With its stock price up more than 74% the past 12 months, and sporting a trailing P/E over 800, it's clearly too late to invest in professional networking titan LinkedIn (LNKD.DL), right? Traditionally, stocks with sky-high valuations and increasing competition should be avoided like the plague, not seriously considered for your portfolio. But there's a sound basis for LinkedIn's stellar share price run, and according to CEO Jeff Weiner, a good thing is going to get even better.

Already sound
Multiple revenue streams are valuable, stabilizing influences for any company. But for newer, growth-oriented Internet companies with long-term aspirations, revenue diversification isn't just a nicety -- it's a necessity. As demonstrated in LinkedIn's most recent Q4 earnings announcement, its three core business units -- Talent Solutions, Marketing Solutions, and Premium Subscriptions -- all added significantly to the bottom line.

Compared with 2011's fourth quarter, LinkedIn saw increases of 90%, 68%, and 79% from its three divisions, respectively, and finished last year with nearly $1 billion in revenues. And barring a catastrophe, LinkedIn will blow past $1 billion in annual revenue this year, with room to spare. Yes, LinkedIn's talent solutions division continues to make up over 50% of total sales, which is slightly disconcerting. But Weiner and team are changing the enterprise concept to expand its influence, and its revenue opportunities, even further.

The future of LinkedIn
At the recent Morgan Stanley Tech, Media, and Telecom conference, Weiner admitted that LinkedIn's current professional networking is nearly always done publicly, and that's a shortcoming.
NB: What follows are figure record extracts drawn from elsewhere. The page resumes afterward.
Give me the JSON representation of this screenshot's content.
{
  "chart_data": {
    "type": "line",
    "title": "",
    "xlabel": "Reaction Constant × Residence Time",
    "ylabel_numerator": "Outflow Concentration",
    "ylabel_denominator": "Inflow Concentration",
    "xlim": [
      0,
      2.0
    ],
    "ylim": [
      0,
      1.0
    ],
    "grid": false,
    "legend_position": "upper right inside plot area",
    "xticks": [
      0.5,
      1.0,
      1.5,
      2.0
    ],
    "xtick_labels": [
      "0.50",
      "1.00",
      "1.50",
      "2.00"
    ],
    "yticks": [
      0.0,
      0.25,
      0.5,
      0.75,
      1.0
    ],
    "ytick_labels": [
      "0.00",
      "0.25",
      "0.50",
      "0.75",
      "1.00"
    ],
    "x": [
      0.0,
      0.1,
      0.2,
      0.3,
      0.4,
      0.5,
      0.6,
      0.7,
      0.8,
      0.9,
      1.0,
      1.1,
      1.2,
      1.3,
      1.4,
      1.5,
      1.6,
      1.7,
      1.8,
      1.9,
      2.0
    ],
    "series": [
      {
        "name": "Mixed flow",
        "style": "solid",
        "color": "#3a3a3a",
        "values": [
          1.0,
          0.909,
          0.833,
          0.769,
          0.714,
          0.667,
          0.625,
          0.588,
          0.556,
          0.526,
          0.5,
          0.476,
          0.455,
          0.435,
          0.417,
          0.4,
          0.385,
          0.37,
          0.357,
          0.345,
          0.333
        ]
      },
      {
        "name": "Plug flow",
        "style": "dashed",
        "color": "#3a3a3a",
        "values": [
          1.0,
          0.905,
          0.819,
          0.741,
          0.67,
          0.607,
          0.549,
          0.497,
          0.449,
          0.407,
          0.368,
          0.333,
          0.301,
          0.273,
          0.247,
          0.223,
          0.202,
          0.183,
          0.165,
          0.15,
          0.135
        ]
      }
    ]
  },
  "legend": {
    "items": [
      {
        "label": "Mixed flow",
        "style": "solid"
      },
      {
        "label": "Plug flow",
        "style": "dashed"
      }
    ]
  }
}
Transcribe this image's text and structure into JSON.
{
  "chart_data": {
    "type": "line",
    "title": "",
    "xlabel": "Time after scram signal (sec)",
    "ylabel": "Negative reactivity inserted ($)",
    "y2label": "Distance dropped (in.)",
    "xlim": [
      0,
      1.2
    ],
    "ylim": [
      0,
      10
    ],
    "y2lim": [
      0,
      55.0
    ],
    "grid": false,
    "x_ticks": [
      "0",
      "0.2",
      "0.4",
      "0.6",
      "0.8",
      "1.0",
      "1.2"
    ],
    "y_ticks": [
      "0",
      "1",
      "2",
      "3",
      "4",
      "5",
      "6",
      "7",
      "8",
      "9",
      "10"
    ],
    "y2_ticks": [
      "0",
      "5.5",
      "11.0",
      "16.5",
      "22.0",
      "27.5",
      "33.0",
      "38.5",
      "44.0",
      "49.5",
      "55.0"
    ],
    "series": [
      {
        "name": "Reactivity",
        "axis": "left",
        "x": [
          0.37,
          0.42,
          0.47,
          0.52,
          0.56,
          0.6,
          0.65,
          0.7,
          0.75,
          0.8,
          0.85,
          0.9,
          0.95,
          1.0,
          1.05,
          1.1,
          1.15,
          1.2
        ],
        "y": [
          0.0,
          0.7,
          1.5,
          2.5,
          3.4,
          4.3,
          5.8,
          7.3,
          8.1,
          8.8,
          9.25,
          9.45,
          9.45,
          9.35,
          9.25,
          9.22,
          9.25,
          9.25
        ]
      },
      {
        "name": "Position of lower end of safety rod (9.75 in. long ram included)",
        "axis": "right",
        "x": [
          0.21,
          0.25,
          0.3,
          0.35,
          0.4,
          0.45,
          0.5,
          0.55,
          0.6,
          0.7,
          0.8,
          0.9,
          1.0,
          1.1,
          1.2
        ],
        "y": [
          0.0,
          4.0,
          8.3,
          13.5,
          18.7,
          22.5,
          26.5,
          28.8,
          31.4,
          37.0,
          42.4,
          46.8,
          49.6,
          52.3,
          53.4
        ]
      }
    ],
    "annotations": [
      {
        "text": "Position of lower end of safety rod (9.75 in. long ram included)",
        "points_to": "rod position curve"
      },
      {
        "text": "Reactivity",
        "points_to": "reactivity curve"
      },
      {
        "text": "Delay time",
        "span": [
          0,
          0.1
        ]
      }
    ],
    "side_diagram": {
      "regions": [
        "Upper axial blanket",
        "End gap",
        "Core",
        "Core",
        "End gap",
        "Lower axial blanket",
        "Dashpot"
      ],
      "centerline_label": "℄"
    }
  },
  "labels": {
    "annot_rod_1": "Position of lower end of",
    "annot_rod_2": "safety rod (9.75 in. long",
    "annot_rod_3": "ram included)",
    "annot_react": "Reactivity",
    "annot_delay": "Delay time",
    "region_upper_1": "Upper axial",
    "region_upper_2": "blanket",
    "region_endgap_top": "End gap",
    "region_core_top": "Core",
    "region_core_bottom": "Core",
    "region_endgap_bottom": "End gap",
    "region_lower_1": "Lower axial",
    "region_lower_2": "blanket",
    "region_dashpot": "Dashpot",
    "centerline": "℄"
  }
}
Though the public sharing model is clearly working, as the growth in sales and its 200 million users will attest, LinkedIn lacks a strong ability to communicate, update data, and manage sales cycles privately.

The notion of LinkedIn as an enterprise tool, behind the firewall, is nothing new. Weiner and team have discussed the need to expand to corporate enterprise and relationship management solutions for a couple of years. Now, taking the enterprise solutions model a step further, LinkedIn is testing private sharing tools internally, edging closer to the world of online CRM industry-leader salesforce.com (CRM -1.10%).

Facebook (META -10.56%), with its 1 billion users and efforts to diversify its existing revenue streams, remains a viable threat to LinkedIn. Should Facebook CEO Mark Zuckerberg decide to really get serious about professional networking, beyond the company's social jobs partnership and free public information-sharing, things would get awfully interesting for LinkedIn, awfully quickly. But in the professional domain, nobody can touch LinkedIn right now, including Facebook. Weiner intends to keep it that way.

And lest we forget, Google (GOOGL -1.97%) and its Google+ service are quickly becoming more than a fast-growing social-media alternative to Facebook. No matter which statistical source you choose to believe (measuring networking usage is hardly an exact science), Google+ is growing by leaps and bounds. And you can bet LinkedIn's keeping tabs on Google+ as its use among professionals continues to expand, placing it directly in LinkedIn's wheelhouse.

Responding to competition from the likes of Facebook and Google is one thing, but developing solutions to take on salesforce.com? It's not as far-fetched as it sounds. LinkedIn introduced its Sales Navigator solution a little over a year ago; it was (and is) designed to use in conjunction with salesforce.com by integrating LinkedIn profiles with existing salesforce.com data. Good plan. At over $24 billion in market cap, salesforce.com has redefined the CRM industry, and sales navigator benefits from salesforce.com's success, generating subscription revenue for LinkedIn.

Now that LinkedIn is conducting in-house testing of an enterprise solution, a legitimate sales support offering for its customers shouldn't be far off. What a new,LinkedIn CRM tool and enterprise product suite will look like, Weiner isn't saying, nor is it critical at this point. The takeaway for shareholders is LinkedIn's continual efforts to expand its business lines, and its proactively taking steps to make it happen.

Now what?
LinkedIn's expectations for 2013 -- as good as they are -- pale in comparison with what offering its customers enterprise and CRM-like tools says to investors. Weiner isn't sitting idly by and enjoying the growth of LinkedIn's business units and stock price; that's not his style.

With a forward P/E of 76 and over 200 million users, LinkedIn is already translating all those users to revenue, justifying its current valuation. LinkedIn's CRM and enterprise solutions, when they're unveiled, will help drive revenue growth, lending even more credence to shareholders' enthusiasm. But more importantly for investors, exploring new solutions suggests a management team that gets it. LinkedIn certainly does.